Surprising lack of cosmic rays in nearby supernovae questions theory

Supernova SN 2023ixf provided astronomers with an unusual opportunity when it exploded last year. Unfortunately, it deepens rather than solves the problem of interpreting cosmic rays. It also casts doubt on supernova models, but hey, if we had all the answers, we wouldn’t need scientists.

We now detect thousands of supernovae each year, but most of them are billions of light-years away, limiting how much we know about them individually. By comparison, SN 2023ixf is 21 million light-years away, just around the sky block.

This gives amateurs the opportunity to collect some stunning images of supernovae and their host galaxy’s windmills. For professional astronomers, this is the best opportunity to study the production of gamma rays from supernovae since the launch of the Fermi Space Telescope in 2008.

Astrophysicists previously estimated that supernovae convert about 10% of their total energy into cosmic ray acceleration, Dr. Guillem Matt-Devesa of the University of Trieste said in a statement. But we’ve never observed this process directly.

Cosmic rays are charged particles (mainly protons) that are accelerated to nearly the speed of light as a result of some astronomical event. They are constantly bombarding the Earth and have important effects on the atmosphere, such as producing the carbon-14 we use to measure the age of artifacts. However, when writers say that they were produced by astronomical events, they are making assumptions based on no obvious alternative explanation. We do not know what events produced them and in what quantities.

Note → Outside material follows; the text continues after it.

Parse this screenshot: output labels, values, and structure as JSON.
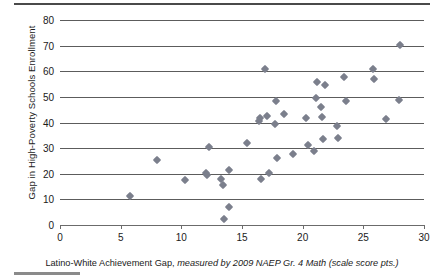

It looked like this should be easy to test until we found something dramatic happening and subsequently looked for light. However, there are two problems with this. First, delays can be quite long. Even if an object travels at 99.9% the speed of light, if the distance is large enough, it may lag simultaneously emitted photons by thousands of years. Second, magnetic fields, including those of the Earth, bend the paths of incoming charged particles so we can’t accurately identify the direction they came from.

Fortunately, cosmic rays produce gamma rays when they pass through objects other than a perfect vacuum. Once formed, gamma rays cannot be deflected by magnetic fields (or other factors other than the gravity of very large masses). Cosmic ray bursts encountering gas clouds surrounding supernovae should produce gamma rays whose origins can be traced. SN 2023ixf therefore provides an excellent opportunity to see how many relevant gamma rays we can find.

The answer is no, at least not anything significantly above the background. Fermi is the most sensitive gamma-ray telescope in orbit, so when it doesn’t detect the expected signal, scientists have to explain the phenomenon. Dr. Elizabeth Hayes of NASA’s Goffard Space Flight Center said solving this mystery will lead to a more accurate understanding of the origin of cosmic rays.

Based on the new observations of SN 2023ixf, we calculate that the energy conversion was as low as 1% in the days after the explosion. That doesn’t rule out supernovae serving as cosmic ray factories, Matt-DeVisa added, but it does mean we need to know more about their production.

There are different types of supernovae, so just because a supernova doesn’t seem to produce a lot of cosmic rays, doesn’t mean a lot of cosmic rays aren’t produced. To test this, we need more nearby supernovae, so it would be nice to have one discovered last week at almost the same distance. The authors also considered the possibility that 2023ixf did produce a large number of cosmic rays, but that they, and the resulting gamma rays, were far away from us. In this case, more study subjects may also be convenient.

However, the findings remain confusing. Supernovae (except Type Ia) involve a giant star collapsing and then rebounding, creating a shock wave that is supposed to drive its previous particles to produce cosmic rays. If 2023ixf doesn’t create a lot, that needs some explanation.

Additionally, Fermi observations demonstrate that supernova remnants from thousands of years ago are still emitting cosmic rays at us, which then produce gamma rays when they pass through nearby material thrown up before the explosion.

However, the rate at which these remnants are produced does not account for all the cosmic rays we see; either most are released in the explosion itself, or there is some other source. 10% of a supernova’s energy is converted into cosmic rays, which could well explain the quantities and spectra we see after accounting for the energy produced by the remnants. If that number is 1%, then most are unaccounted for. That’s why Fermis failed to detect any issues in 2023ixf, raising more questions than it answered.

The research will be published in Astronomy & Astrophysics.